Stephenson walked the afternoon leg, driving her Toyota Prius from her Clayton home to meet up with walkers at Holt Lake Bar-B-Que & Seafood south of Smithfield. Until she found out in 2014 that her land was in the pipeline’s path, Stephenson said, she didn’t consider herself an activist or outwardly political. But she said for her, the pipeline fight is personal, changing land she inherited from her father and changing her family’s plans for the future.
“My intention for these two plots, divided as they are (by a highway), was that each of my daughters could inherit one of the pieces and build a retirement home there,” Stephenson said. “That’s important to me because that’s where my father lived, my mother, my grandparents. It just has a lot of history. Our family goes back to the 1700s in this area.”
Stephenson said pipeline representatives offered her between $5,000 and $10,000 for a permanent easement through her 20 acres. She didn’t accept the offer, meaning the courts will likely set the price.
A farmer grows sweet potatoes on some of her land, Stephenson said, and questions remain about how the pipeline might affect the farming operation. She said it’s unclear, for example, whether the trucks used to carry harvested sweet potatoes can cross over the buried pipeline or if a bridge will need to be built.
Among counties in the pipeline’s path, Johnston is likely among the least resistant to the project, Norris said. Stephenson said she doesn’t think many people know about it. She thinks the pipeline is shortsighted, that her land will fall into a permanent easement for an energy source with an eventual expiration date.
“It will be in effect for a few years, and eventually, shell gas will run out in West Virginia and we’ll be stuck with an easement that they own forever,” Stephenson said.
Meeting a need
Power from the sun and wind is part of the future energy picture, but neither combine to satisfy the electrical appetite of the modern age, said Aaron Ruby, a Dominion spokesman. Until that day comes, if it ever does, he argued a natural-gas pipeline is the cleanest, cheapest way to keep the lights on, while representing a far smaller footprint than either wind or solar.
Supplying Virginia and North Carolina with natural gas means moving away from coal-fired power plants, Ruby said. “This cuts carbon emissions in North Carolina in half,” Ruby said. “This project is an essential part of the nation and region’s effort to move towards cleaner-burning resources. This pipelines allows Duke Energy to lower carbon emissions. ... The reality is that renewable energy is not capable of meeting the needs of 24-hour power demands.”
Ruby said farmers would be compensated for lost crops for two seasons while the pipeline is installed and brought online. After that, he said, it would be business as usual, that most farm equipment could drive over the pipeline and that the heavier loads of timber operations would just need extra padding.
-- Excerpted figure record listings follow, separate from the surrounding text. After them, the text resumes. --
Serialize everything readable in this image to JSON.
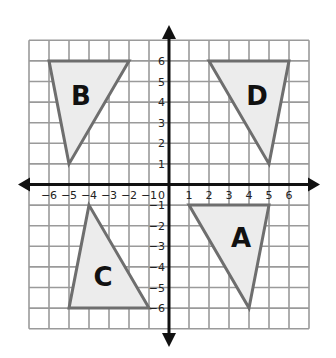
{
  "chart_data": {
    "type": "coordinate-grid",
    "xlim": [
      -7,
      7
    ],
    "ylim": [
      -7,
      7
    ],
    "grid": true,
    "x_ticks": [
      -6,
      -5,
      -4,
      -3,
      -2,
      -1,
      0,
      1,
      2,
      3,
      4,
      5,
      6
    ],
    "y_ticks": [
      6,
      5,
      4,
      3,
      2,
      1,
      -1,
      -2,
      -3,
      -4,
      -5,
      -6
    ],
    "x_tick_labels": [
      "-6",
      "-5",
      "-4",
      "-3",
      "-2",
      "-1",
      "0",
      "1",
      "2",
      "3",
      "4",
      "5",
      "6"
    ],
    "y_tick_labels": [
      "6",
      "5",
      "4",
      "3",
      "2",
      "1",
      "-1",
      "-2",
      "-3",
      "-4",
      "-5",
      "-6"
    ],
    "shapes": [
      {
        "label": "A",
        "vertices": [
          [
            1,
            -1
          ],
          [
            5,
            -1
          ],
          [
            4,
            -6
          ]
        ],
        "label_pos": [
          3.6,
          -2.6
        ]
      },
      {
        "label": "B",
        "vertices": [
          [
            -6,
            6
          ],
          [
            -2,
            6
          ],
          [
            -5,
            1
          ]
        ],
        "label_pos": [
          -4.4,
          4.3
        ]
      },
      {
        "label": "C",
        "vertices": [
          [
            -4,
            -1
          ],
          [
            -5,
            -6
          ],
          [
            -1,
            -6
          ]
        ],
        "label_pos": [
          -3.3,
          -4.5
        ]
      },
      {
        "label": "D",
        "vertices": [
          [
            2,
            6
          ],
          [
            6,
            6
          ],
          [
            5,
            1
          ]
        ],
        "label_pos": [
          4.4,
          4.3
        ]
      }
    ],
    "colors": {
      "grid": "#9a9a9a",
      "axis": "#111111",
      "shape_fill": "#ececec",
      "shape_stroke": "#6e6e6e",
      "label": "#111111"
    }
  }
}
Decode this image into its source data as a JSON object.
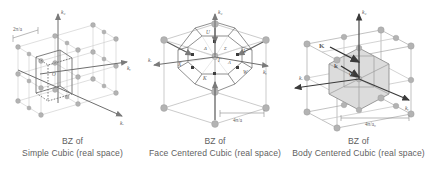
{
  "figure": {
    "background": "#ffffff",
    "line_color": "#8a8a8a",
    "faint_line_color": "#c9c9c9",
    "sphere_color": "#b0b0b0",
    "shade_color": "#d9d9d9",
    "text_color": "#5a5a5a"
  },
  "panels": [
    {
      "id": "simple-cubic",
      "caption_line1": "BZ of",
      "caption_line2": "Simple Cubic (real space)",
      "dimension_label": "2π/a",
      "axes": [
        "kₓ",
        "kᵧ",
        "k₂"
      ],
      "axis_x": "kₓ",
      "axis_y": "kᵧ",
      "axis_z": "k₂",
      "origin_label": "O",
      "zone_shape": "cube",
      "lattice_points": 27,
      "notes": "Cubic Brillouin zone centred at origin within a 3×3×3 array of reciprocal lattice points"
    },
    {
      "id": "face-centered-cubic",
      "caption_line1": "BZ of",
      "caption_line2": "Face Centered Cubic (real space)",
      "dimension_label": "4π/a",
      "axis_x": "kₓ",
      "axis_y": "kᵧ",
      "axis_z": "k₂",
      "origin_label": "Γ",
      "zone_shape": "truncated octahedron",
      "high_symmetry_points": [
        {
          "label": "Γ",
          "desc": "zone centre"
        },
        {
          "label": "L",
          "desc": "hexagonal face centre"
        },
        {
          "label": "X",
          "desc": "square face centre"
        },
        {
          "label": "K",
          "desc": "edge midpoint"
        },
        {
          "label": "W",
          "desc": "corner"
        },
        {
          "label": "U",
          "desc": "square-hexagon edge"
        },
        {
          "label": "Δ",
          "desc": "Γ–X line"
        },
        {
          "label": "Σ",
          "desc": "Γ–K line"
        },
        {
          "label": "Λ",
          "desc": "Γ–L line"
        }
      ],
      "lattice_points": 8
    },
    {
      "id": "body-centered-cubic",
      "caption_line1": "BZ of",
      "caption_line2": "Body Centered Cubic (real space)",
      "dimension_label": "4π/a₀",
      "axis_x": "kₓ",
      "axis_y": "kᵧ",
      "axis_z": "k₂",
      "origin_label": "O",
      "vector_K": "K",
      "vector_k": "k",
      "zone_shape": "rhombic dodecahedron",
      "lattice_points": 14
    }
  ]
}
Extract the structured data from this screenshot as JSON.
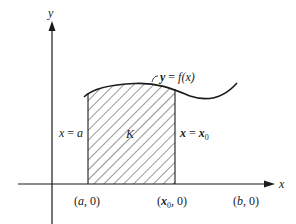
{
  "diagram": {
    "axes": {
      "x_label": "x",
      "y_label": "y"
    },
    "curve": {
      "label_y": "y",
      "label_eq": " = ",
      "label_f": "f",
      "label_x": "(x)"
    },
    "region": {
      "label": "K",
      "left_line": {
        "lhs": "x",
        "eq": " = ",
        "rhs": "a"
      },
      "right_line": {
        "lhs": "x",
        "eq": " = ",
        "rhs": "x",
        "sub": "0"
      }
    },
    "points": {
      "a": {
        "open": "(",
        "var": "a",
        "rest": ", 0)"
      },
      "x0": {
        "open": "(",
        "var": "x",
        "sub": "0",
        "rest": ", 0)"
      },
      "b": {
        "open": "(",
        "var": "b",
        "rest": ", 0)"
      }
    },
    "colors": {
      "ink": "#1a1a1a",
      "background": "#ffffff"
    }
  }
}
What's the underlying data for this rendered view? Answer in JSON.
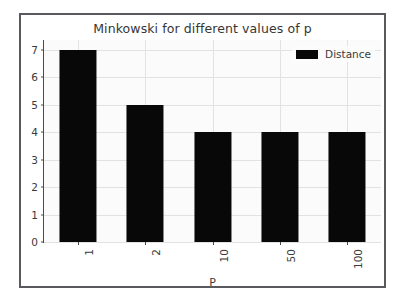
{
  "chart_data": {
    "type": "bar",
    "title": "Minkowski for different values of p",
    "xlabel": "P",
    "ylabel": "",
    "categories": [
      "1",
      "2",
      "10",
      "50",
      "100"
    ],
    "values": [
      7,
      5,
      4,
      4,
      4
    ],
    "series": [
      {
        "name": "Distance",
        "values": [
          7,
          5,
          4,
          4,
          4
        ]
      }
    ],
    "ylim": [
      0,
      7.35
    ],
    "yticks": [
      0,
      1,
      2,
      3,
      4,
      5,
      6,
      7
    ],
    "ytick_labels": [
      "0",
      "1",
      "2",
      "3",
      "4",
      "5",
      "6",
      "7"
    ],
    "xtick_labels": [
      "1",
      "2",
      "10",
      "50",
      "100"
    ],
    "xtick_rotation": 90,
    "grid": true,
    "legend": {
      "position": "upper right",
      "entries": [
        {
          "label": "Distance",
          "color": "#080808",
          "marker": "bar-swatch"
        }
      ]
    },
    "colors": {
      "bar": "#080808",
      "plot_background": "#fbfbfb",
      "grid": "#e2e2e2",
      "axis": "#4a4a4a",
      "text": "#3a3a3a",
      "frame": "#5a5a5e",
      "page_background": "#ffffff"
    }
  }
}
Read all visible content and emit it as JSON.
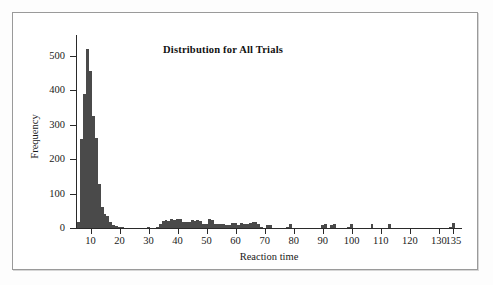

“Farmers should see no difference in using the land as they always have,” Ruby said.
While calling the project vital to the region, Four Oaks Mayor Linwood Parker said he’s heard many of the concerns about the pipeline and that he respects the people voicing their opposition. “The unknown sometimes creates these questions,” he said.
Parker pointed to Raleigh and Washington, D.C., and Philadelphia and said if natural gas is dangerous, the grids in those cities should be switched off.
“Natural gas is the cleanest and cheapest energy source we have at the moment,” Parker said, adding the pipeline’s construction will bring temporary jobs and added tax revenue. “That’s not to say in the future there won’t be something better, but at the moment, this is what we have.”